…or “The rise of the post-purchase survey”
It seems you can’t buy a product or service anymore without receiving a survey about some aspect of it.
I’ve recently done a fair amount of travel, and my email or SMS inbox has been cluttered with pleading survey invites from:
- Holiday Inn
- Mercure
- Sofitel
- Premier Inn
- Eurostar
- Virgin Trains
Usually within 24 hours of you having consumed the service, you get a mithering “Please tell us what you thought” email, which links to a survey.
These organisations must think we have all the time in the world to respond to a load of tedious questioning which, at the end of the day doesn’t capture our personal journey with them at all, despite what they promise.
They can’t read all the survey responses. The data is just rolled up into spreadsheets and charts that help them make (or miss) their “key performance indicators”.
Usually, each survey normally takes around 10 to 15 minutes to complete. That’s 90 minutes of my time that these companies are asking me to give them, for the privilege of buying a service from them.
Yes, I know I don’t have to fill them in, and I’ve largely stopped completing them.
With credit to Holiday Inn, Mercure and Sofitel, they all have a link to “unsubscribe” from receiving future survey invitations. Though I’ll have to see if these actually work. I remain sceptical.
However, this isn’t the case with the last three.
Premier Inn are one of the worst. They send email survey requests with no unsubscribe link. The surveys are long, too.

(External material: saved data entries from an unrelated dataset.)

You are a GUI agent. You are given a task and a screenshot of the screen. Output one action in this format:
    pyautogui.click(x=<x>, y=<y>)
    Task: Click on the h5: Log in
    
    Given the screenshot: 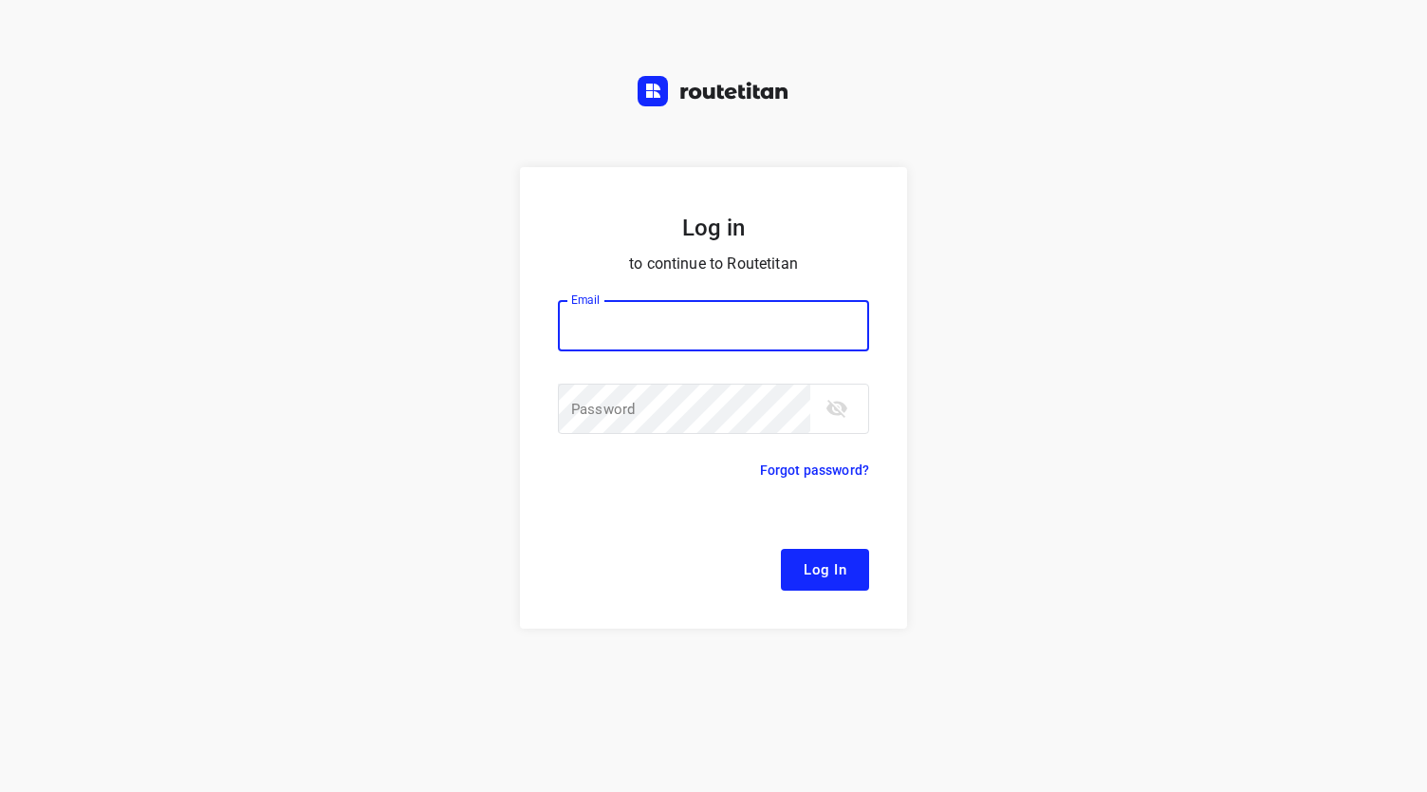 What is the action you would take?
    pyautogui.click(x=714, y=228)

Often 15-30 minutes.
Virgin Trains are slightly better, at least they usually only ask you one question, but I still don’t recall there ever being a way to unsubscribe from their surveys.
Eurostar was just downright baffling. On the way back from Paris, the moment my train left the Channel Tunnel I get this:
Followed by these questions, coming from a completely different number:
The first question, I’d have actually liked to score a “N/A” on, as I didn’t actually interact with any Eurostar staff Gare du Nord at all. There were a lot of them standing around with radios looking like they might be important, and occasionally “hustling” late arrivers through to their train, but that was it.
I already had my ticket. I just scanned it on the turnstile and went through the various border and immigration formalities. They did an okay job of marshalling the queues. One of them sort of stood in my way with his back to me at one point, but I didn’t otherwise talk to them nor really have any need to. That’s why I gave it a 5. Neither impressed nor unimpressed.
The second question is more baffling. They have sent me the question about whether I would recommend Eurostar before my journey is complete. I can’t actually answer it yet, because for all I know the train could yet be delayed, or even explode in an enormous fireball, though I think I’d probably only give them a 1 if the fireball happened.
The third question just confirms my suspicions that no-one really reads this stuff. It’s all just parcelled up into a dull spreadsheet. They must send thousands of these a day, and must at least get a few hundred responses.
They are asking this stuff “because they can”, not because they actually care about our individual experiences. These surveys are just providing a barometer of whether there is an upward or downward trend, whether things are meeting an arbitrary target or not, and at their most cynical, providing a means for fat-cat managers to receive bonuses.
The best way to judge how your business is running is to get out on the shop floor. Actually talk to your customers. Listen to your staff. They are your bell-weather.
Also encourage your customers to give direct feedback, then and there. Hilton have recently done this with a “Make it right” policy which lets customers know that they should make their feelings known then and there to the hotel in question, and give them a chance to deal with any shortcomings in service. It also empowers the hotel operators to take corrective action on the spot.
Compare that to a situation at Premier Inn a few years ago where the disenfranchised and under empowered staff member was “Meh, here’s your money back. Take it up with management if you like. Here’s the URL of the complaints form.”
Finally, what’s more annoying to me with these sorts of surveys is that at the point of purchase, while there is usually a means to opt-out of marketing email, there isn’t a means to opt-out of this sort of mithering, because it isn’t considered “marketing”.
So, here’s what I plan to do, should I respond to these:
Write something totally outrageous in the free form text boxes, along with an invite to contact me if someone has actually read what’s been written. That will at least I might get a feel for how many of these are seen by humans!
Post-script: While I was writing this, I got another survey mither from where I ate on Wednesday night, this time from OpenTable on behalf of @HawksmoorMCR. I’m really surprised by that because it’s so orthogonal to their non-corporate house-style when you go and eat there.